Читать книгу Planting the World - Jordan Goodman - Страница 27
Preface
ОглавлениеBy 1786 Joseph Banks had been President of the Royal Society for eight years – he would continue being elected annually until his death in 1820. It was a position which gave Banks enormous prestige not only in Britain’s scientific community but also further afield. Over the following five years, Banks became a member of at least fifteen other scientific societies, some of them modelled on the Royal Society, some new, some well established, and stretching from Philadelphia to St Petersburg. Banks was now in touch with many of the world’s scientific practitioners, not only those interested in natural history, but ranging over all fields of scientific enquiry. His correspondence files grew accordingly.
Enlightening as it was, and satisfying as it must have been to be fêted by so many scientific institutions, it was Banks’s botanical projects which continued to dominate his attention. By 1786, his first collectors were either in the field or on their way. Francis Masson was at the Cape, on his second visit there, collecting living plants for Kew; Anthony Pantaleon Howe was in southwest Africa on HMS Nautilus; Archibald Menzies was on his way to the Pacific Northwest; John Duncan was already sending plants to Banks and presents to his wife Dorothea from Canton; and on the Coromandel Coast, James Anderson had written his first letter to Banks about his discovery of cochineal.

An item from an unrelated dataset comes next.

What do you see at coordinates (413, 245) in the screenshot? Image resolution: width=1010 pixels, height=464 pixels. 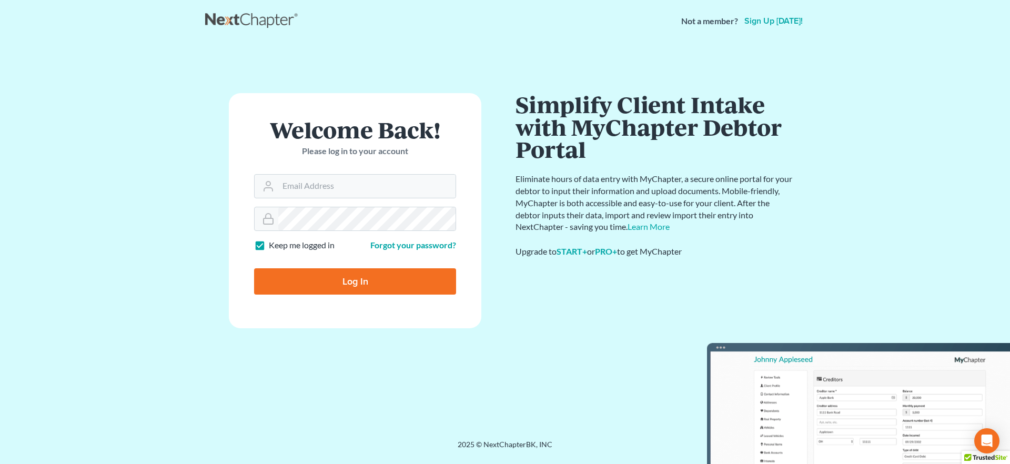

The tables and other surfaces in the library at Soho Square must have been covered with all the available texts, drawings and maps of the places where his collectors were, as Banks envisioned what they may have been experiencing. And, all the time, plant specimens were arriving, sometime at Soho Square, if, as seeds, they were in envelopes addressed to Banks; and, other times, at Customs House, if they were bulbs or living plants, needing clearance before being sent to Kew.
The geographic scope of these collections was already wide but over the next few years they spread out even further. Howe (now called Hove), who had returned from southwest Africa, was sent to western India on a secret mission; and Menzies, who had left Canton for London, would soon be on his way back to the Pacific as part of a naval convoy, commanded by George Vancouver, who had been on both Cook’s second and third voyage, to keep the delicate recently negotiated peace between Britain and Spain and to continue Cook’s survey of the Pacific coast. Menzies was mainly collecting living plants for Kew, but he also collected botanical specimens and planted seeds given to him in England and at the Cape whenever and wherever he could.
In addition to all this, Banks became involved with three other government-initiated projects before 1791. The first focused on establishing and sustaining Britain’s new penal colony in New South Wales. The second and third projects were concerned with transplanting the breadfruit tree from Tahiti to the British West Indies on specially converted naval vessels.
Banks’s experiences on the Endeavour, now more than a quarter of a century in the past, were still being called upon, and he took all the opportunities that the government projects presented him with to further his own personal project of supplying Kew with living plants from all over the world, on an unprecedented scale.